The Democrats are specifically seeking Spanish speakers to walk precincts in certain areas. They’re hoping to turn some of the Latino voters who helped Maldonado win by comfortable margins in 2004 and 2008. He was the only moderate and only Latino in the Republican Caucus prior to leaving the Senate in April.

The Laird campaign also sponsored events such as the “Young Dems invasion” in Santa Clara on Saturday “walk and daiquiris” event on Sunday in Monterey. The request also asked for people to volunteer for a two-week phone banking effort.

“We’ve had people coming down for the last three weekends,” said Laird campaign spokesman Bill Maxfield on Friday afternoon. “It’s been really exciting to have people showing so much enthusiasm.”

On the GOP side, California Republican Party officials have been calling staffers directly, encouraging them to also walk and handle phone banks. They’re focusing on the parts of the district that are in San Jose, according to sources. This city is two hours away from Sacramento — close enough for staffers to spend a day knocking on doors without spending the night.

Much of the Republican base sits in the rural southern and inland parts of the district.

The seat is of vital importance to both parties. The winner gets to fill Maldonado’s unexpired term and doesn’t have to run again until 2012. The Democrats currently have 25 seats out of 40 in the Senate. If they pick up this seat and another in the fall, it would put them over magic the number of 27, where they would no longer need any Republican votes in that house to pass a budget.

In budget negotiations last year, Maldonado was able extract a king’s ransom for his vote. This included getting Proposition 14 on the ballot. Voters approved by a nearly 10 point margin in last week’s primary, completely overhauling the state’s primary system over the objection of every active political party in the state. Proposition 14 allows primary voters to choose any candidate regardless of party affiliation.

Democrats hold a 41 percent to 34 percent registration advantage over Republicans in SD 15. But the district is large and diverse, and 20 percent of the voters decline to state a partisan preference.

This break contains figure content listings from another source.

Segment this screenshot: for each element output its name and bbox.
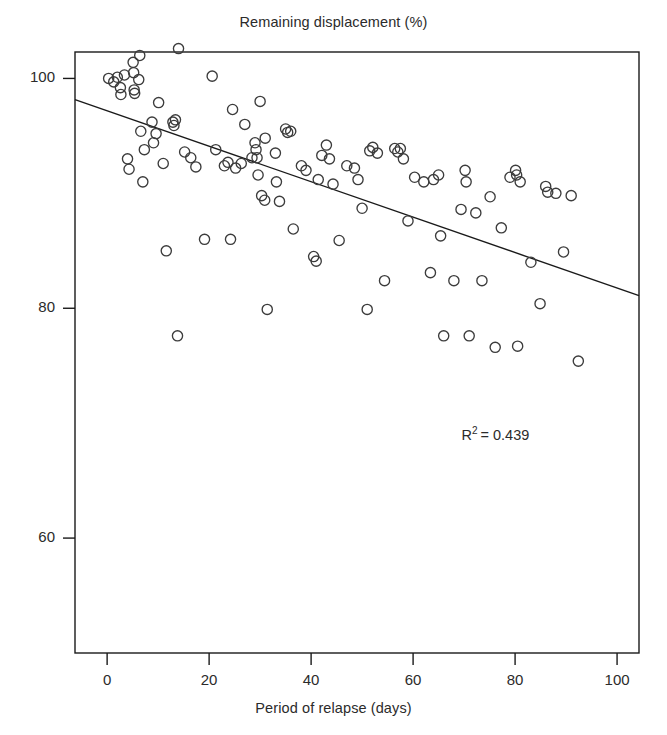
data-point xyxy=(136,126,146,136)
data-point xyxy=(271,177,281,187)
data-point xyxy=(199,234,209,244)
data-points-group xyxy=(104,43,584,366)
data-point xyxy=(573,356,583,366)
data-point xyxy=(439,331,449,341)
data-point xyxy=(227,104,237,114)
data-point xyxy=(260,133,270,143)
data-point xyxy=(321,140,331,150)
data-point xyxy=(147,117,157,127)
data-point xyxy=(464,331,474,341)
data-point xyxy=(151,128,161,138)
data-point xyxy=(535,299,545,309)
data-point xyxy=(270,148,280,158)
data-point xyxy=(154,97,164,107)
data-point xyxy=(485,192,495,202)
data-point xyxy=(334,235,344,245)
data-point xyxy=(122,154,132,164)
r-squared-value: = 0.439 xyxy=(478,426,530,442)
data-point xyxy=(116,89,126,99)
x-tick-label: 60 xyxy=(393,671,433,688)
data-point xyxy=(124,164,134,174)
data-point xyxy=(398,154,408,164)
y-tick-label: 80 xyxy=(9,298,55,315)
data-point xyxy=(172,331,182,341)
data-point xyxy=(541,181,551,191)
y-axis-ticks xyxy=(63,78,75,538)
x-tick-label: 80 xyxy=(495,671,535,688)
data-point xyxy=(357,203,367,213)
data-point xyxy=(262,304,272,314)
data-point xyxy=(566,191,576,201)
data-point xyxy=(180,147,190,157)
data-point xyxy=(313,174,323,184)
data-point xyxy=(207,71,217,81)
data-point xyxy=(139,145,149,155)
data-point xyxy=(134,74,144,84)
data-point xyxy=(456,204,466,214)
data-point xyxy=(129,68,139,78)
data-point xyxy=(255,96,265,106)
data-point xyxy=(461,177,471,187)
y-tick-label: 60 xyxy=(9,528,55,545)
data-point xyxy=(170,115,180,125)
data-point xyxy=(436,231,446,241)
data-point xyxy=(253,170,263,180)
x-tick-label: 40 xyxy=(291,671,331,688)
y-tick-label: 100 xyxy=(9,68,55,85)
data-point xyxy=(158,158,168,168)
data-point xyxy=(513,341,523,351)
data-point xyxy=(477,276,487,286)
x-tick-label: 20 xyxy=(189,671,229,688)
r-squared-annotation: R2 = 0.439 xyxy=(462,425,530,443)
data-point xyxy=(161,246,171,256)
chart-figure: Remaining displacement (%) Period of rel… xyxy=(0,0,667,735)
x-tick-label: 0 xyxy=(87,671,127,688)
data-point xyxy=(225,234,235,244)
plot-frame xyxy=(75,52,639,653)
r-squared-symbol: R xyxy=(462,426,472,442)
data-point xyxy=(419,177,429,187)
data-point xyxy=(496,223,506,233)
data-point xyxy=(379,276,389,286)
x-axis-label: Period of relapse (days) xyxy=(0,700,667,716)
data-point xyxy=(505,172,515,182)
x-axis-ticks xyxy=(107,653,617,665)
data-point xyxy=(460,165,470,175)
data-point xyxy=(449,276,459,286)
data-point xyxy=(362,304,372,314)
data-point xyxy=(274,196,284,206)
data-point xyxy=(288,224,298,234)
data-point xyxy=(191,162,201,172)
data-point xyxy=(328,179,338,189)
data-point xyxy=(240,119,250,129)
data-point xyxy=(138,177,148,187)
data-point xyxy=(425,268,435,278)
data-point xyxy=(353,174,363,184)
x-tick-label: 100 xyxy=(597,671,637,688)
data-point xyxy=(471,208,481,218)
data-point xyxy=(186,153,196,163)
scatter-plot-canvas xyxy=(0,0,667,735)
data-point xyxy=(558,247,568,257)
data-point xyxy=(403,216,413,226)
data-point xyxy=(490,342,500,352)
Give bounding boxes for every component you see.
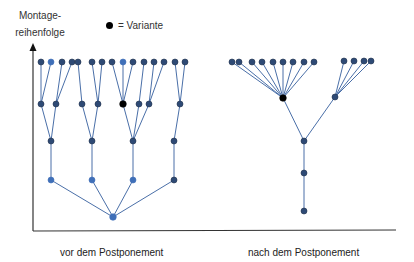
tree-diagram [0, 0, 414, 262]
variant-node-before [120, 101, 127, 108]
x-axis [33, 230, 396, 231]
panel-label-before: vor dem Postponement [60, 247, 163, 258]
axes [33, 50, 396, 231]
before-tree-edges [41, 62, 185, 217]
y-axis-arrow-icon [30, 43, 37, 51]
after-tree-edges [232, 61, 371, 211]
panel-label-after: nach dem Postponement [248, 247, 359, 258]
variant-node-after [280, 95, 287, 102]
before-tree-nodes [38, 59, 188, 220]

In a higher turnout election, much of the effort has focused on these voters. But with turnout expected to be even lower than the 29 percent registered in last week’s primary — and nothing else on the ballot — the efforts by both parties is focusing on getting core voters to the polls.

Polling done by the Laird campaign showed he and Blakeslee were essentially even, with 32 percent and 33 percent respectively. Two other candidates, Libertarian businessman Mark Hinkle and independent Jim Fitzgerald, each have 4 percent. Over a quarter of voters are undecided.

If no one wins a majority, the top-two vote getters move into an August 17 runoff. The governor also chose this date in direct contradiction of the wishes of local election officials, who wanted it consolidated with the November 2 general election.

Both men have been hitting the airwaves.

Laird spent nearly half of what he’s raised — $330,000 out of $812,000 — on a big TV buy starting in late May. He’s been hitting Blakeslee with an ad featuring footage of the burning Deepwater Horizon rig in the Gulf of Mexico and reminding voters that Blakeslee is a former Exxon executive and who has supported offshore drilling while in the Assembly. Platform Irene, which was at the center of a now-aborted effort to lift the ban on drilling in state waters, lies a few miles off the coast of the district, near Santa Maria.

Blakeslee has raised less, $459,000. But he’s spent over $210,000 on TV advertising in recent weeks. He’s also spent over $100,000 on a series of mailers.

While not as moderate as Maldonado, Blakeslee, a former GOP leader of the Assembly, has been running towards the center, with series of spots touting his fiscal responsibility and ability to reach across party lines.